Last Wednesday’s Charleston mayoral debate pretty much had everything, didn’t it? A moderator of national status, nice lecterns, lighting, TV cameras, a live audience, questions from panelists and the hoi polloi, and, of course, a clear winner — a candidate who broke through and claimed the stage and took home all the cookies. And that winner was…

Well, it depends on who you ask. And it depends on what we mean by “winning” a debate. Frankly, it depends on many things which are simply the sort of hocus-pocus nonsense that drives a lot of political campaigns these days, if not since forever.

For one thing, a debate like last week’s in Charleston, or the one the day before in Las Vegas for the Democratic candidates for president or those held for the GOP candidates earlier this year, isn’t really a debate at all. It’s an extended Q&A or town hall, mostly with very safe, predetermined questions that are often aimed at primarily giving candidates a kind of sink-or-swim opportunity to showcase themselves. These so-called debates aren’t aimed at getting politicians to highlight policy as much as they are designed to see if politicians can deflect criticism.

Mixed into all that is the possibility that candidates will simply go after one another’s record (or finances or acquaintances or whatever they feel can either elevate themselves or drag the opponent down). But in the end, it’s typically a pretty meaningless exercise in a lot of ways. Most people finish watching a debate supporting whoever they liked at the beginning. In the meantime, a lot of money gets spent to make the whole thing look polished and professional; it’s all part of the burgeoning industry supported by our seemingly never-ending election cycles.

Now, the Charleston debate wasn’t quite that bad, although it did share enough of the negative qualities of larger debates that were somewhat jarring. There were some very good questions presented to the candidates, and some of those good questions got some interesting answers, if not answers that were particularly satisfying (at least, of course, to people not supporting whoever was talking).

There were also a few interesting moments. When William Dudley Gregorie pointed to himself, as a long-time City Councilman, as having just as much an influence on Charleston today as Mayor Joseph P. Riley Jr. (not once, but twice), it elicited some amusement from the crowd, but it didn’t change the fact that Gregorie’s comment ran counter to the Great Man myth that Mayor Riley’s 40-year term has generated. After all, a mayor alone, even one with a record-setting time in office like Riley, does not work in a vacuum and cannot do everything by himself. Still, Gregorie’s boasts came off as, well, the tiniest bit boastful.

Then there was state Rep. Leon Stavrinakas, who, despite being a Democrat, sounded like a Republican every chance he got, proclaiming the need to cut taxes and asserting that better education, not reparations, will fix what ails the black community. Stavrinakis also sounded every bit like the polished career politician he is, particularly when he utterly demolished Ginny Deerin’s ill-advised attack on his vote against a $400-million transportation bill by stating that it would have raised taxes on Charlestonians — oh no, taxes! — without bringing “one inch of roads” to the area.

Deerin might have recovered from that lapse nicely, though, if she had stuck to talking about her policies and plans, something other candidates frankly had trouble with. Unfortunately, she cluttered her response about traffic near the College of Charleston by breathlessly describing it as a “crush of cars, bikes, skateboards, pedestrians, and texting and going the wrong way on streets and crushing and squeezing and it’s dangerous and frightening.” Couple that with Deerin’s closing response which began with a rapid-fire, staccato word salad, sounding a good bit like Billy Joel rattling off random historical events in his song “We Didn’t Start The Fire.”

John Tecklenburg, who for some reason I almost feel as though I want to like, somehow managed to say a couple of pretty insightful things, only to let them get lost amongst the rest of what he said which, honestly, I don’t even remember. Maurice Washington and Toby Smith both also gave some great answers to questions, and perhaps even spoke with the sort of conviction that Tecklenburg seemed to lack, but they also gave a couple of troubling answers, particularly Ms. Smith and her notion of putting clergy into public schools as a way to help children.

But all of this brings us back around to this bizarre notion of who “won.” Well, according to Ginny Deerin’s people, she did. Of course, that’s about as helpful as Leon Stavrinakas releasing a poll a few weeks back, one which his campaign paid for and that showed him comfortably in the lead.

I suppose this is just where Charleston is now: a world-class city with a political battle that aims at emulating some of the good and some of the bad of the national election circus. At the end of the day, though, it’s just sad that the only people who don’t seem to “win” these debates are the people of Charleston.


# EXERCISE GOAL
Go through the data line by line. Copy each one holding the string "left".

# MATERIAL TO PROCESS
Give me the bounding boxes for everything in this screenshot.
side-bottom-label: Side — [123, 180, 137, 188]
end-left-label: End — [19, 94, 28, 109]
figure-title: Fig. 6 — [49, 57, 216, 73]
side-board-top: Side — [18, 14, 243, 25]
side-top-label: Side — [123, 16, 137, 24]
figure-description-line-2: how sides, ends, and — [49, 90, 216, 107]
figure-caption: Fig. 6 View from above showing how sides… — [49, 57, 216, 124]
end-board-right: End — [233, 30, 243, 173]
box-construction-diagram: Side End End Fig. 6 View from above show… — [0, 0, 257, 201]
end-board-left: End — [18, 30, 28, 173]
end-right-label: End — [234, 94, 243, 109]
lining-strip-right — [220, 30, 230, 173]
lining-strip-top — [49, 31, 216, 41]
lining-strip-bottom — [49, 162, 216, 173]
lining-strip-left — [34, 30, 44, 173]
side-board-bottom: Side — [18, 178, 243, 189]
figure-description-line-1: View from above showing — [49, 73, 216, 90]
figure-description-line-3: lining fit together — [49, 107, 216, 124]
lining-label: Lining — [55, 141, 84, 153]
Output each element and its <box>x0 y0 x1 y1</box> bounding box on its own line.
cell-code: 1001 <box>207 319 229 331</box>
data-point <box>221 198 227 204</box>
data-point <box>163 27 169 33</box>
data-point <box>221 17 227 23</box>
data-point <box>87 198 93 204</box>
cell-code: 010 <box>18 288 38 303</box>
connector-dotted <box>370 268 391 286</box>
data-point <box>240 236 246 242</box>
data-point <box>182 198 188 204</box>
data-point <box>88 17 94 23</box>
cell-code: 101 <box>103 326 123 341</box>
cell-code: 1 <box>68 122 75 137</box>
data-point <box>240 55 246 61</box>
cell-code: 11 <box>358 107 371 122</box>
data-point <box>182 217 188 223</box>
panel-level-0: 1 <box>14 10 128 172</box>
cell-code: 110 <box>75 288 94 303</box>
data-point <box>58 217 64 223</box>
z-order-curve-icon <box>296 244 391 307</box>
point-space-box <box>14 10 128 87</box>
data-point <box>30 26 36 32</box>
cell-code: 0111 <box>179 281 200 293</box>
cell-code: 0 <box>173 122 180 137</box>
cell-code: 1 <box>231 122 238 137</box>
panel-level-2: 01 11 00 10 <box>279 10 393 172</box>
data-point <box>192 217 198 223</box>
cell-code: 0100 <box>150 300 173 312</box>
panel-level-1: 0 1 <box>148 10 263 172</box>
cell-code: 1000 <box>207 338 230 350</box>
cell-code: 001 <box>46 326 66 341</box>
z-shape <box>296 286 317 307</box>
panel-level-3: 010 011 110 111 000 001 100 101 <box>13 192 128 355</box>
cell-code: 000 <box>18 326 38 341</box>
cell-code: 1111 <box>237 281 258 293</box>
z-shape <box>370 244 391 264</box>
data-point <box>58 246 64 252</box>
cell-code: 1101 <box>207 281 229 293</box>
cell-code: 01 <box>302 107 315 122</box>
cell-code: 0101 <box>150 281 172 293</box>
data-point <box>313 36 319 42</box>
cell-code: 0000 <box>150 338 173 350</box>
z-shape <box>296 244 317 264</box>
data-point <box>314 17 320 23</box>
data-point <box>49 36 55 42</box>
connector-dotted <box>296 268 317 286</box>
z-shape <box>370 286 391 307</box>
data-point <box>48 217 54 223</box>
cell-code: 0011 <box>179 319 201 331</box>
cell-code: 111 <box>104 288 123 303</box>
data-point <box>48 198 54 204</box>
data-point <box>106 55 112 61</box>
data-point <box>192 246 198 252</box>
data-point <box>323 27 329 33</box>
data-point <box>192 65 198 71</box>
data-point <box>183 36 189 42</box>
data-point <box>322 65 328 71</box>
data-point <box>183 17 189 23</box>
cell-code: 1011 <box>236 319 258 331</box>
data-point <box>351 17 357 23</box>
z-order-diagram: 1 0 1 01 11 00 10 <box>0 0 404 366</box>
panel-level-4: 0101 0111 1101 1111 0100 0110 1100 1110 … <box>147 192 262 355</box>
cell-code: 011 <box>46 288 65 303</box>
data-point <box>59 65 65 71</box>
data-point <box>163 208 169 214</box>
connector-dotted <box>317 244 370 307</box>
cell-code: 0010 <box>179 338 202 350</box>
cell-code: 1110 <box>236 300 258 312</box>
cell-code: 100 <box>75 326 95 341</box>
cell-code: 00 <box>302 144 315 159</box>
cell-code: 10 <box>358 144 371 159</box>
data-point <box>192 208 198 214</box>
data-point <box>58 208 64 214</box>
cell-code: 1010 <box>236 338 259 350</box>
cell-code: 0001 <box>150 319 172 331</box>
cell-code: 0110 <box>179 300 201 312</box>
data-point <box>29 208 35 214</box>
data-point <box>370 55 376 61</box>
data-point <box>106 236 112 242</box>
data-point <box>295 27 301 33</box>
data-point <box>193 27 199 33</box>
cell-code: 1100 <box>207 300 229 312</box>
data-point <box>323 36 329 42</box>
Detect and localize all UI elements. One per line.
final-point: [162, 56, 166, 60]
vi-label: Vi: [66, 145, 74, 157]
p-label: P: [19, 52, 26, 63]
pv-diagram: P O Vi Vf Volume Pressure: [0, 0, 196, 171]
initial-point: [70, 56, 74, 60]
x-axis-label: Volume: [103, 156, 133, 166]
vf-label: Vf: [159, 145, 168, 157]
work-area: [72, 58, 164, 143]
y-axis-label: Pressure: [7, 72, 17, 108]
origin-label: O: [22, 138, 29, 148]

# EXERCISE ANSWER
end-left-label: End — [19, 94, 28, 109]
end-board-left: End — [18, 30, 28, 173]
lining-strip-left — [34, 30, 44, 173]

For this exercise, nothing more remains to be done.